A FPGA-based architecture for real-time cluster finding in the LHCb silicon pixel detector
This work addresses data processing bottlenecks in high-energy physics experiments by offloading intensive tasks to hardware accelerators, though it is incremental as part of a broader effort.
The authors tackled the problem of real-time hit reconstruction in the LHCb silicon pixel detector by implementing a custom FPGA-based cluster finder, which increased the event acceptance rate by 11% and saved 14% of DAQ bandwidth without degrading tracking performance.
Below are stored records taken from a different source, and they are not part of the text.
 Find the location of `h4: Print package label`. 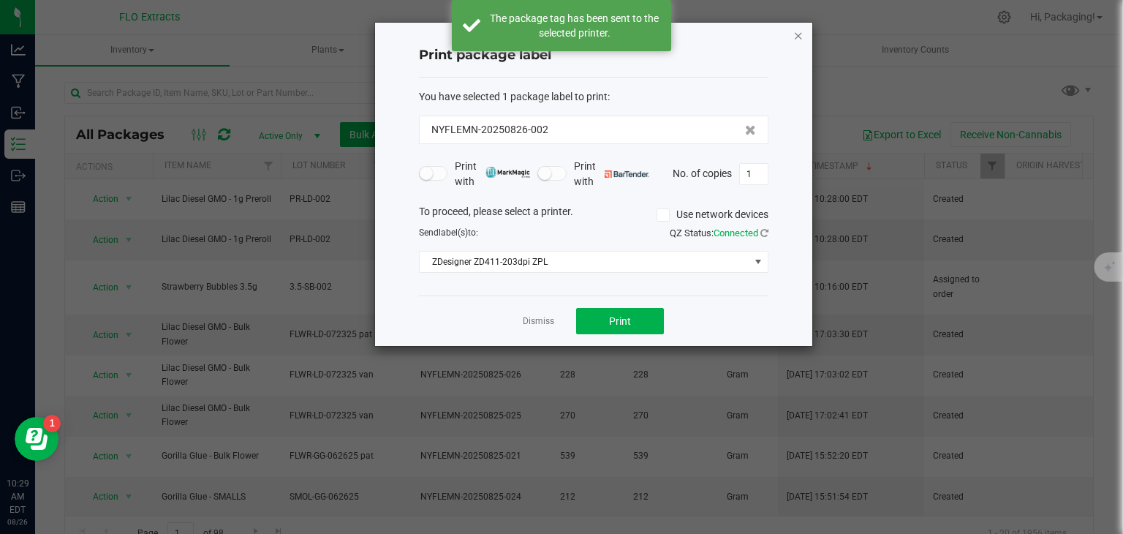

h4: Print package label is located at coordinates (594, 56). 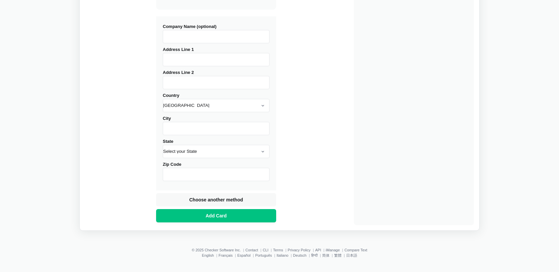 What do you see at coordinates (265, 250) in the screenshot?
I see `a: CLI` at bounding box center [265, 250].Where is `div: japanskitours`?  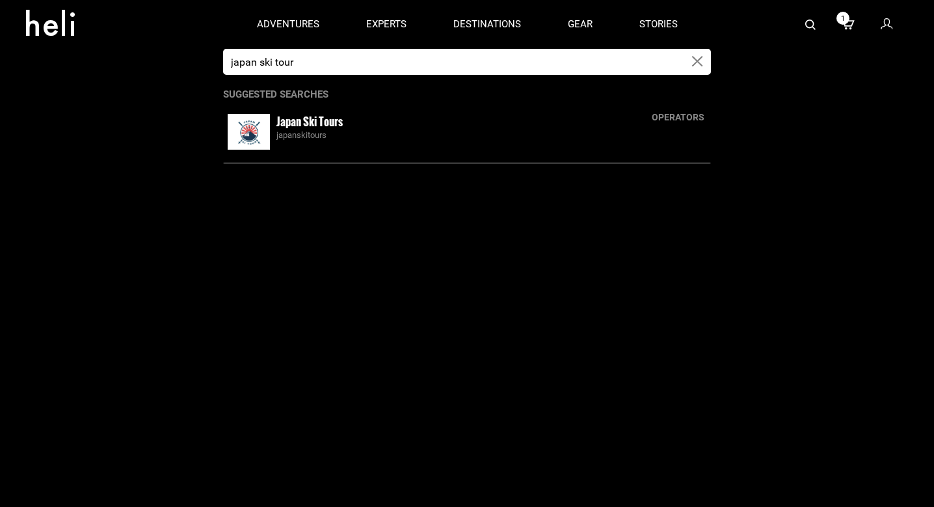 div: japanskitours is located at coordinates (491, 135).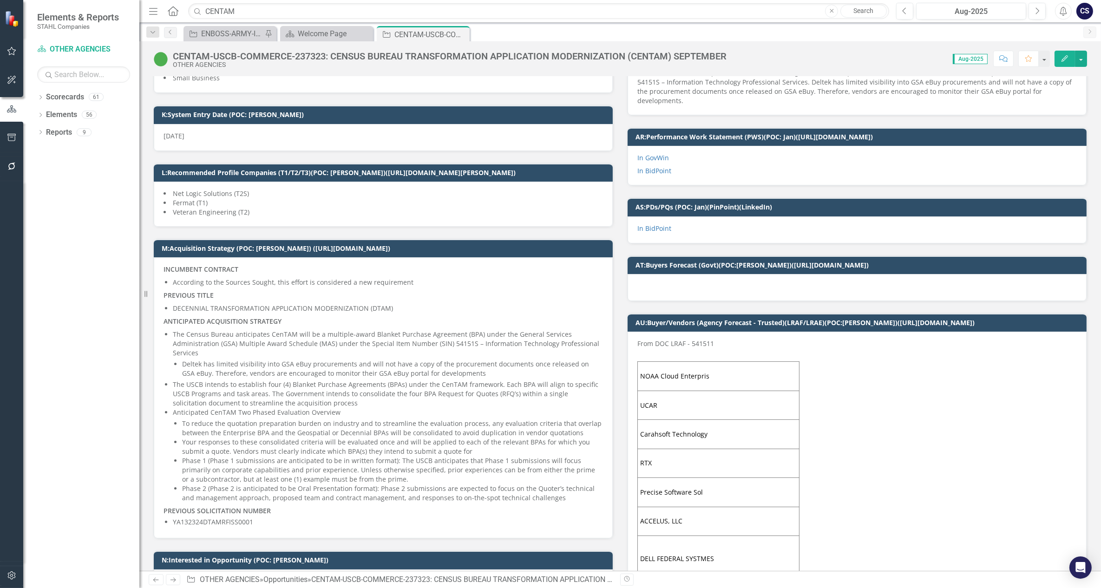 Image resolution: width=1101 pixels, height=588 pixels. What do you see at coordinates (719, 492) in the screenshot?
I see `td: Precise Software Sol` at bounding box center [719, 492].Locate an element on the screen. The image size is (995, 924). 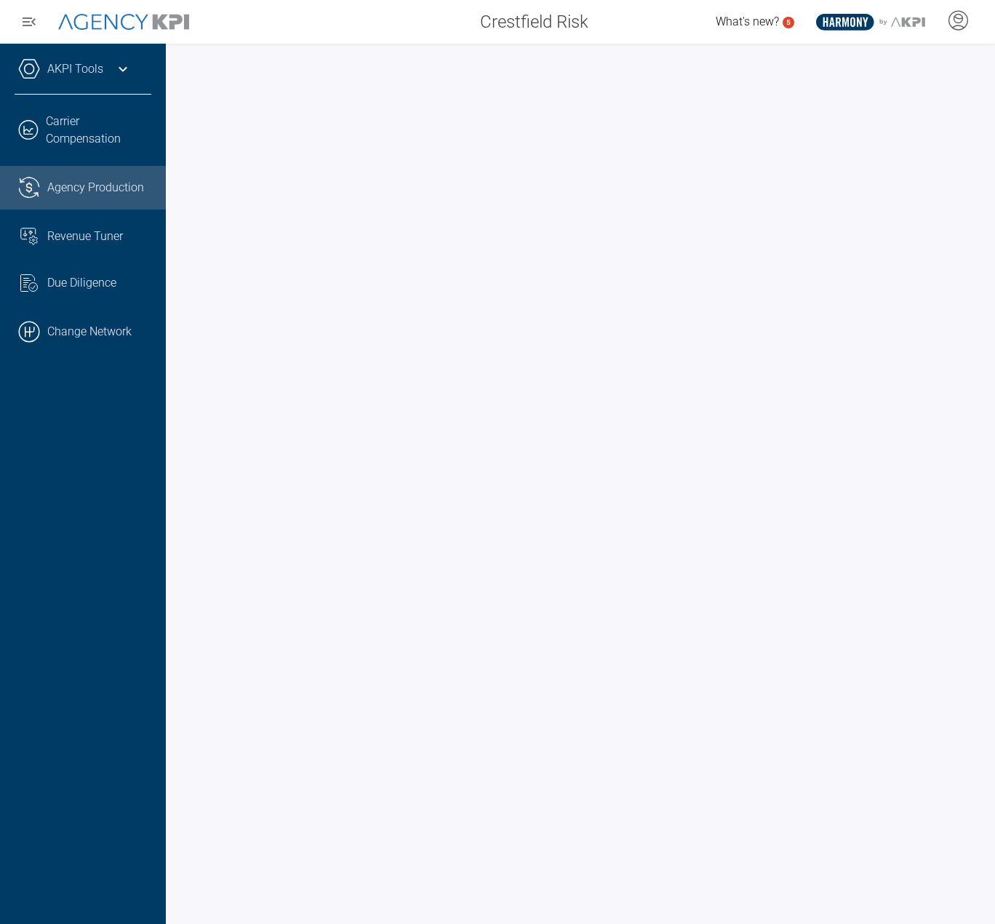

This article describes a custom VHDL firmware implementation of a two-dimensional cluster-finder architecture for reconstructing hit positions in the new vertex pixel detector (VELO) that is part of the LHCb Upgrade. This firmware has been deployed to the existing FPGA cards that perform the readout of the VELO, as a further enhancement of the DAQ system, and will run in real time during physics data taking, reconstructing VELO hits coordinates on-the-fly at the LHC collision rate. This pre-processing allows the first level of the software trigger to accept a 11% higher rate of events, as the ready-made hits coordinates accelerate the track reconstruction and consumes significantly less electrical power. It additionally allows the raw pixel data to be dropped at the readout level, thus saving approximately 14% of the DAQ bandwidth. Detailed simulation studies have shown that the use of this real-time cluster finding does not introduce any appreciable degradation in the tracking performance in comparison to a full-fledged software implementation. This work is part of a wider effort aimed at boosting the real-time processing capability of HEP experiments by delegating intensive tasks to dedicated computing accelerators deployed at the earliest stages of the data acquisition chain.